The federal government’s justification for upholding the law is “concerning,” according to a federal judge, who ruled that the ban on marijuana users owning firearms is unconstitutional.
A man was charged in Oklahoma in 2022 after police found marijuana and a handgun in his car while he was driving, and the U.S. District Court for the Western District of Oklahoma dismissed the indictment on Friday.
Judge Patrick Wyrick concurred with the attorneys that the Second Amendment of the Constitution is violated by the law that forbids “unlawful” cannabis users from owning firearms.
This ruling comes as the ban is still being contested in a separate federal court by several medical cannabis patients and former Florida Agriculture Commissioner Nikki Fried (D).
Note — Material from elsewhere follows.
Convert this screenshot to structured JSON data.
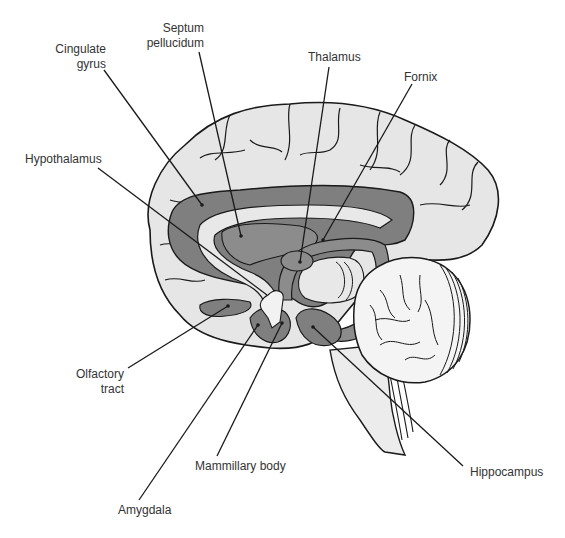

The Trump-appointed judge in this case heavily relied on an interpretation of a recent Supreme Court decision in which the justices generally set higher standards for policies that seek to restrict gun rights.
According to the ruling, any such limitations must be in line with the Second Amendment’s original ratification in 1791.
The judge said in his decision on Friday that the historical analogies the Justice Department relied on to support the ban, including allusions to outdated case law prohibiting Catholics, allies, slaves and Indians from owning weapons, “misses the mark” and “cannot provide the basis for a historical analogue.”
The government’s position that marijuana users who use it illegally are “both unvirtuous and dangerous” was also addressed. A user of marijuana does not automatically fall into that category, according to Wyrick, “because the mere act of using marijuana do not involve violent, forceful, or threatening conduct.”
Similar arguments have been made by the government in the Florida-based case, in which medical cannabis patients are actively contesting a federal district court’s decision that dismissed their DOJ lawsuit in November.
Because the state’s cannabis laws had made it possible for “habitual marijuana users” and other disqualified people to obtain firearms illegally, the ATF issued an advisory in 2020 that specifically targeted Michigan and mandated that gun sellers conduct federal background checks on all unlicensed gun buyers.
The Department of Justice will likely appeal Wyrick’s ruling to a higher federal court.